Texturing Hands
Texturing the 3D Hands
The purpose of texturing the box was so that eventually I could move on to texturing realistic hands.
The first issue I had was that Leap Motion export their prefabs in the ASCII format of .fbx (i'm guessing because it's human readable?) and Blender doesn't allow importing of ASCII file so I had to convert to a Binary file using an external application.
After importing it into Blender I realized there was something called Armature which I hadn't heard of before and as I started reading I figured it would help to look a little bit into how animation works so I could understand the Leap Motion documentation a little bit better.
Leap Motion uses something called Skeletal Animation for their hand prefabs. When using this method we split the character object (in this case hands) into two parts, the skin/mesh and the interconnected bones/rig. The bones are connected in a hierarchy so that when you move for example the tip of the finger, the rest of the finger moves as well. This is called rigging, which is a term I've read a lot on Leap Motion. Armature is a type of object used for rigging and helps move the model around and can be used to change the position of the bones. The hand almost acts like a puppet and the armatures are the points on the hand that the strings would be attached too. (maybe)
After that it was relatively straight forward. I chose a part to split the hand on and made a selection that would split the hand into palm and back of the hand. I then saved this selection as a group in case I accidentally deselected it and then marked it as a seam. Then using UV unwrap I had two hand maps in the UV map view. I then selected some of the edges at the bottom of the hand and stitched and welded them together. Below is the final product:
These are the default rigged hands and as you can see they are quite "blocky" and are made up of about 800 polygons. These are the preferred choice from Leap Motion and what they now use in all their demos. On a lot of Leap's blog posts they talk about another set of Prefabs called PepperBaseCut and PepperBaseFull.
These hands are made up of 20000 polygons which would be ideal for our application as we want the most realistic hands as possible however they no longer exist in any of the modules that they have updated and I assume this is because "they are not suitable for mobile applications." Worst case we just find an older version of leap to get these prefabs to use not sure?
Currently we are going with the lo-poly hands from above and I've given them to Matt who's going to adapt his program to generate the texture for me. From what I can gather the result will probably be somewhat realistic hands on kind of cartoon like models.
Also while reading the blog I found a good explanation of how all the classes are related which when it comes to decoupling later will probably be useful:
"The RiggedHand script is an implementation of the IHandModel class that provides methods that drive the 3D model’s transforms with Leap Hand data. The rigged IHandModel and the Leap Hand data are paired to become an IHandRepresentation and are then managed and driven by the HandPool and LeapHandController classes. RiggedHand gets assigned to the top of a hand model’s hierarchy and maintains a list of references to RiggedFinger scripts. The RiggedFinger components get attached to the top of each finger’s hierarchy and maintain a list of references to that finger’s bone transforms.
Both RiggedHand and RiggedFinger also derive from HandModel and FingerModel scripts, as do the RigidHand and RigidFinger classes, which drive Leap Motion physics hands. HandModel and FingerModel classes provide a collection of methods calculating the positions and rotations of the various transforms of a model. The RiggedHand and RiggedFinger scripts then use these methods for updating the hand and fingers."
I'm also half way through a blog post on the mimicking actions that I discussed with Holger, I have the video's filmed just have to write it up.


* PROBLEM DETAILS:
All records, minus the pictures: write them out exactly.

Records excerpted from a collection:
====
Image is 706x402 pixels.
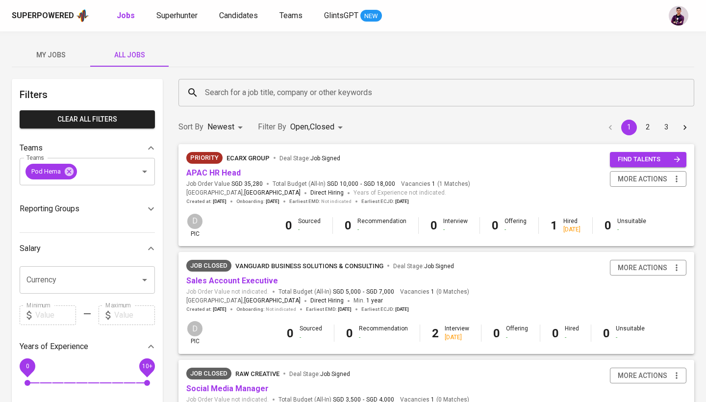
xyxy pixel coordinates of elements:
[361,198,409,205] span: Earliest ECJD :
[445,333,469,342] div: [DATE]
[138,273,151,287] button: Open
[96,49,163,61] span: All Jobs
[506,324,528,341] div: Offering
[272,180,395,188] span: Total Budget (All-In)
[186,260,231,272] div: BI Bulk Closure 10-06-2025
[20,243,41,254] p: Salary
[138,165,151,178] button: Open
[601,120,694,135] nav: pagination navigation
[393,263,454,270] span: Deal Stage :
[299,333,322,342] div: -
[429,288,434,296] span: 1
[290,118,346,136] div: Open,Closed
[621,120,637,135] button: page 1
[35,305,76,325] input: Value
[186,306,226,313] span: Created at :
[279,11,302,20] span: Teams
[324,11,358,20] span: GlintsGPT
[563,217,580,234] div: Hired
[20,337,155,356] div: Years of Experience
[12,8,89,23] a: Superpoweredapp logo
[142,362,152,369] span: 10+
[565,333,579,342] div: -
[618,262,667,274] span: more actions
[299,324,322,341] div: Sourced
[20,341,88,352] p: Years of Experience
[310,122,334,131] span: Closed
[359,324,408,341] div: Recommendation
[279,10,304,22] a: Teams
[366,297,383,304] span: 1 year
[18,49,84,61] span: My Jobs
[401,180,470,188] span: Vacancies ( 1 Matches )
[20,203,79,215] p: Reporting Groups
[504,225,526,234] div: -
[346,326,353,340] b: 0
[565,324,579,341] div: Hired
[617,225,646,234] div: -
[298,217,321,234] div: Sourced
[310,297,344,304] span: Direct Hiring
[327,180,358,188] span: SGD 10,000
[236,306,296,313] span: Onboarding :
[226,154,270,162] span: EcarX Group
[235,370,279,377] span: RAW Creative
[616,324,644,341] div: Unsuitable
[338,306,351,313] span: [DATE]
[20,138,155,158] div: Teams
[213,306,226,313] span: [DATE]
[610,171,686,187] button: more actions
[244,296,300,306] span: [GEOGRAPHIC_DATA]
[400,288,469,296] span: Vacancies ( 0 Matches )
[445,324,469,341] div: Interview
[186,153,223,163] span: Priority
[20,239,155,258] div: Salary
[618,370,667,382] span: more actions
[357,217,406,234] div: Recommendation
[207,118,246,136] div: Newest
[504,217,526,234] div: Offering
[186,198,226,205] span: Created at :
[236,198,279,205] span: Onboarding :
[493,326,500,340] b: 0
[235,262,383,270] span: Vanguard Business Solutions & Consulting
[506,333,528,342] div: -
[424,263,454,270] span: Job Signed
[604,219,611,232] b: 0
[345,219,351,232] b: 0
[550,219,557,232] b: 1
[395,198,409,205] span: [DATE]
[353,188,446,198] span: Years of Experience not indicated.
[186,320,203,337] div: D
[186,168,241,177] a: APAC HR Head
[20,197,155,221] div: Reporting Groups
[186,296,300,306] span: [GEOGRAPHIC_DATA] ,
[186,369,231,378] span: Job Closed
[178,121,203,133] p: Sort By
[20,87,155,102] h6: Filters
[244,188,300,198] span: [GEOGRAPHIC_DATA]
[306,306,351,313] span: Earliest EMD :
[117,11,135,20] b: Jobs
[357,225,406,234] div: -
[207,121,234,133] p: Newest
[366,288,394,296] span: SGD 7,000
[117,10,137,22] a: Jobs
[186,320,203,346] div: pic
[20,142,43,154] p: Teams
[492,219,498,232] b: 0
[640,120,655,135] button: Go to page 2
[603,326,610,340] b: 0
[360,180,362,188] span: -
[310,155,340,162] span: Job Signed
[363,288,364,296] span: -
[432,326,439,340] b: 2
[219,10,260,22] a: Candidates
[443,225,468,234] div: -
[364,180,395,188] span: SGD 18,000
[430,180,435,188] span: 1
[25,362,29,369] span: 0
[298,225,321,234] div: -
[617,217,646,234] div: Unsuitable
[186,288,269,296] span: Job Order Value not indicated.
====
* EXERCISE RESPONSE:
Image is 706x402 pixels.
xyxy pixel coordinates of elements:
[361,198,409,205] span: Earliest ECJD :
[445,333,469,342] div: [DATE]
[138,273,151,287] button: Open
[96,49,163,61] span: All Jobs
[506,324,528,341] div: Offering
[272,180,395,188] span: Total Budget (All-In)
[186,260,231,272] div: BI Bulk Closure 10-06-2025
[20,243,41,254] p: Salary
[138,165,151,178] button: Open
[601,120,694,135] nav: pagination navigation
[393,263,454,270] span: Deal Stage :
[299,333,322,342] div: -
[429,288,434,296] span: 1
[290,118,346,136] div: Open,Closed
[621,120,637,135] button: page 1
[35,305,76,325] input: Value
[186,306,226,313] span: Created at :
[279,11,302,20] span: Teams
[324,11,358,20] span: GlintsGPT
[563,217,580,234] div: Hired
[20,337,155,356] div: Years of Experience
[12,8,89,23] a: Superpoweredapp logo
[142,362,152,369] span: 10+
[565,333,579,342] div: -
[618,262,667,274] span: more actions
[299,324,322,341] div: Sourced
[20,341,88,352] p: Years of Experience
[310,122,334,131] span: Closed
[359,324,408,341] div: Recommendation
[279,10,304,22] a: Teams
[366,297,383,304] span: 1 year
[18,49,84,61] span: My Jobs
[401,180,470,188] span: Vacancies ( 1 Matches )
[20,203,79,215] p: Reporting Groups
[504,225,526,234] div: -
[346,326,353,340] b: 0
[565,324,579,341] div: Hired
[617,225,646,234] div: -
[298,217,321,234] div: Sourced
[310,297,344,304] span: Direct Hiring
[327,180,358,188] span: SGD 10,000
[236,306,296,313] span: Onboarding :
[226,154,270,162] span: EcarX Group
[235,370,279,377] span: RAW Creative
[616,324,644,341] div: Unsuitable
[338,306,351,313] span: [DATE]
[20,138,155,158] div: Teams
[213,306,226,313] span: [DATE]
[610,171,686,187] button: more actions
[244,296,300,306] span: [GEOGRAPHIC_DATA]
[400,288,469,296] span: Vacancies ( 0 Matches )
[445,324,469,341] div: Interview
[186,153,223,163] span: Priority
[20,239,155,258] div: Salary
[618,370,667,382] span: more actions
[357,217,406,234] div: Recommendation
[207,118,246,136] div: Newest
[504,217,526,234] div: Offering
[186,198,226,205] span: Created at :
[236,198,279,205] span: Onboarding :
[493,326,500,340] b: 0
[235,262,383,270] span: Vanguard Business Solutions & Consulting
[506,333,528,342] div: -
[424,263,454,270] span: Job Signed
[604,219,611,232] b: 0
[345,219,351,232] b: 0
[550,219,557,232] b: 1
[395,198,409,205] span: [DATE]
[353,188,446,198] span: Years of Experience not indicated.
[186,320,203,337] div: D
[186,168,241,177] a: APAC HR Head
[20,197,155,221] div: Reporting Groups
[186,296,300,306] span: [GEOGRAPHIC_DATA] ,
[186,369,231,378] span: Job Closed
[178,121,203,133] p: Sort By
[20,87,155,102] h6: Filters
[244,188,300,198] span: [GEOGRAPHIC_DATA]
[306,306,351,313] span: Earliest EMD :
[117,11,135,20] b: Jobs
[357,225,406,234] div: -
[207,121,234,133] p: Newest
[366,288,394,296] span: SGD 7,000
[117,10,137,22] a: Jobs
[186,320,203,346] div: pic
[20,142,43,154] p: Teams
[492,219,498,232] b: 0
[640,120,655,135] button: Go to page 2
[603,326,610,340] b: 0
[360,180,362,188] span: -
[310,155,340,162] span: Job Signed
[363,288,364,296] span: -
[432,326,439,340] b: 2
[219,10,260,22] a: Candidates
[443,225,468,234] div: -
[364,180,395,188] span: SGD 18,000
[430,180,435,188] span: 1
[25,362,29,369] span: 0
[298,225,321,234] div: -
[617,217,646,234] div: Unsuitable
[186,288,269,296] span: Job Order Value not indicated.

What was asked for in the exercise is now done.